Hitler's British Island
Starts Tuesday, 15 October at 9pm
Given the sinister codename 'Adolf Island', Alderney became a preoccupation for Hitler and was transformed into one of the most heavily fortified places on earth. Away from prying eyes, the Nazis also established a concentration camp, the only one on British soil. Hitler's British Island will reveal the startling death toll and how Nazi war criminals were allowed to go free. The show starts Tuesday, 15th October on Sky HISTORY.
Alderney, the northernmost of the Channel Islands, is filled with idyllic beaches and populated by a welcoming community. But picturesque as it may be, the island has a dark past, given the fact that it played host to the only Nazi concentration camp on British soil during World War II.
For decades, controversy has surrounded the island’s troubled heritage, with many arguing that the official death tolls fell far short of the actual number and some even describing it as a ‘mini-Auschwitz’. In response, an investigation into the subject was ordered by Lord Pickles in 2023, with the fruits of those labours published the following May.
The conclusions that the report unearthed may finally provide the descendants of the deceased and Alderney’s present-day residents some semblance of closure in the wake of such terrible atrocities.
After the British government demilitarised and then evacuated the Channel Islands in 1940, the Nazis swiftly took over. Hitler decided that the archipelago would serve as the perfect springboard from which to attack Britain, with Alderney soon becoming the most fortified of these outposts. At its zenith, Alderney was believed to house 4,000 prisoners from various countries across Europe.
The inmates were ordered to carry out exhausting physical labour, fed with meagre rations and subjected to brutal beatings, with executions not uncommon either. Previous estimates had placed the total death toll on Alderney at 389, though that figure has been subject to intense speculation and dispute for years.
Because almost all of the island’s 1,500 residents were evacuated prior to the Nazi takeover – alongside the fact that the vast majority of the prisoners housed there came from overseas – arriving at definitive figures for the dead had proven to be very difficult.
This uncertainty had been leapt upon by conspiracy theories, who hypothesised that the actual death toll could have been many times higher than the official one. Some even claimed that several thousand people had lost their lives on Alderney, causing understandable distress to its present-day residents.
In a bid to clear up the confusion once and for all, Lord Pickles ordered a review of the island’s past in July 2023. ‘Numbers do matter. It is as much of a Holocaust distortion to exaggerate the number of deaths as it is to underplay the numbers,’ he said on publication of the report in May of the following year. ‘The truth can never harm us.’
Compiled by a panel of 11 experts, the Pickles Report sifted through mountains of archival data to arrive at a number of illuminating conclusions, including:
Although significantly higher than the previous estimate, these figures are far short of some of those being bandied about prior to its publication. As such, they can put to bed once and for all the damaging conspiracy theories which drew parallels with the genocide perpetrated at sites such as Auschwitz.
Another point of contention regarding Alderney’s past centred on the fact that many of those responsible for the atrocities were never brought to justice. For years, no good reason for this anomaly was given by those in charge. In this respect, the Pickles Report was able to provide further clarity.
The panel found that it largely occurred due to the nationality of the victims. Since most of the prisoners were Soviet citizens, the British government took the decision to pass their records onto the Kremlin. However, the USSR authorities chose not to investigate further, so the guilty parties were able to escape judgement and punishment.
The report also concluded that the British government undertook a series of cover-ups to obfuscate this obvious miscarriage of justice. While these outcomes are of course regrettable, the publication of the report has at least provided some much-needed clarity in a subject plagued by confusion.
Residents of the island praised the ‘thorough research' and ‘staggering amount of detail’ contained within the inquiry and will be hopeful that they can now put this painful chapter in Alderney’s history behind them, without ever forgetting the atrocities and tragedies which took place on its shores.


What you are asked to do: Report the number of lines in the data where the word "wave" appears, and add no other text.

_ _ _ _

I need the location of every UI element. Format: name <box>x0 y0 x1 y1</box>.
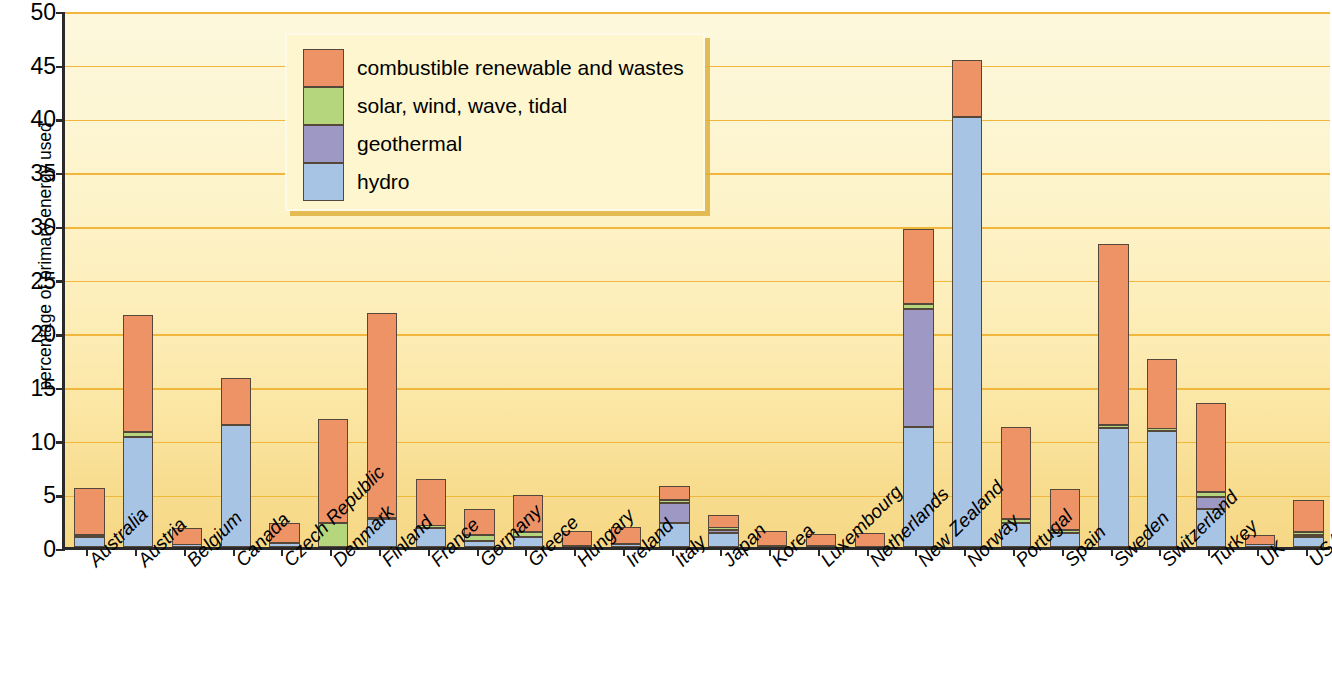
bar-segment-solar <box>123 432 153 437</box>
y-axis-tick-label: 15 <box>10 377 56 400</box>
x-axis-tick-labels: AustraliaAustriaBelgiumCanadaCzech Repub… <box>62 550 1330 676</box>
y-axis-tick-label: 35 <box>10 162 56 185</box>
bar-stack[interactable] <box>1001 10 1031 547</box>
bar-segment-comb <box>123 315 153 432</box>
y-axis-tick-mark <box>56 280 65 283</box>
bar-stack[interactable] <box>806 10 836 547</box>
legend-swatch-geo <box>303 125 344 163</box>
legend-label: combustible renewable and wastes <box>357 56 684 80</box>
bar-segment-comb <box>952 60 982 117</box>
bar-stack[interactable] <box>855 10 885 547</box>
bar-segment-solar <box>659 500 689 503</box>
bar-segment-comb <box>903 229 933 304</box>
legend-item[interactable]: solar, wind, wave, tidal <box>303 87 567 125</box>
bar-segment-comb <box>1147 359 1177 429</box>
bar-stack[interactable] <box>757 10 787 547</box>
y-axis-tick-mark <box>56 66 65 69</box>
bar-stack[interactable] <box>1293 10 1323 547</box>
bar-segment-comb <box>1196 403 1226 492</box>
bar-stack[interactable] <box>221 10 251 547</box>
bar-stack[interactable] <box>903 10 933 547</box>
y-axis-tick-label: 40 <box>10 108 56 131</box>
bar-segment-geo <box>708 530 738 533</box>
bar-stack[interactable] <box>1098 10 1128 547</box>
bar-stack[interactable] <box>708 10 738 547</box>
chart-root: percentage of primary energy used 051015… <box>0 0 1332 676</box>
bar-segment-comb <box>659 486 689 500</box>
legend-item[interactable]: hydro <box>303 163 410 201</box>
bar-segment-comb <box>1001 427 1031 519</box>
chart-legend: combustible renewable and wastessolar, w… <box>285 33 705 211</box>
y-axis-tick-label: 10 <box>10 431 56 454</box>
bar-stack[interactable] <box>1050 10 1080 547</box>
y-axis-tick-label: 0 <box>10 538 56 561</box>
bar-stack[interactable] <box>1245 10 1275 547</box>
bar-stack[interactable] <box>952 10 982 547</box>
y-axis-title: percentage of primary energy used <box>35 27 56 487</box>
bar-segment-comb <box>708 515 738 528</box>
bar-segment-comb <box>221 378 251 424</box>
legend-swatch-comb <box>303 49 344 87</box>
legend-label: solar, wind, wave, tidal <box>357 94 567 118</box>
bar-stack[interactable] <box>1147 10 1177 547</box>
legend-label: geothermal <box>357 132 462 156</box>
y-axis-tick-mark <box>56 173 65 176</box>
y-axis-tick-mark <box>56 119 65 122</box>
y-axis-tick-mark <box>56 388 65 391</box>
legend-swatch-hydro <box>303 163 344 201</box>
y-axis-tick-mark <box>56 334 65 337</box>
bar-segment-comb <box>1098 244 1128 424</box>
bar-stack[interactable] <box>172 10 202 547</box>
bar-segment-comb <box>1293 500 1323 532</box>
y-axis-tick-label: 20 <box>10 323 56 346</box>
bar-segment-solar <box>903 304 933 308</box>
bar-segment-solar <box>1293 532 1323 535</box>
bar-stack[interactable] <box>1196 10 1226 547</box>
y-axis-tick-mark <box>56 12 65 15</box>
y-axis-tick-label: 5 <box>10 484 56 507</box>
bar-segment-comb <box>74 488 104 535</box>
y-axis-tick-label: 30 <box>10 216 56 239</box>
bar-stack[interactable] <box>123 10 153 547</box>
y-axis-tick-label: 50 <box>10 1 56 24</box>
y-axis-tick-label: 25 <box>10 270 56 293</box>
legend-item[interactable]: geothermal <box>303 125 462 163</box>
bar-segment-geo <box>903 309 933 427</box>
bar-segment-hydro <box>952 117 982 547</box>
legend-label: hydro <box>357 170 410 194</box>
legend-swatch-solar <box>303 87 344 125</box>
y-axis-tick-mark <box>56 227 65 230</box>
y-axis-tick-mark <box>56 495 65 498</box>
bar-segment-solar <box>1098 425 1128 428</box>
bar-stack[interactable] <box>74 10 104 547</box>
y-axis-tick-label: 45 <box>10 55 56 78</box>
y-axis-tick-mark <box>56 441 65 444</box>
legend-item[interactable]: combustible renewable and wastes <box>303 49 684 87</box>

_ _ _ _

Exercise output: 2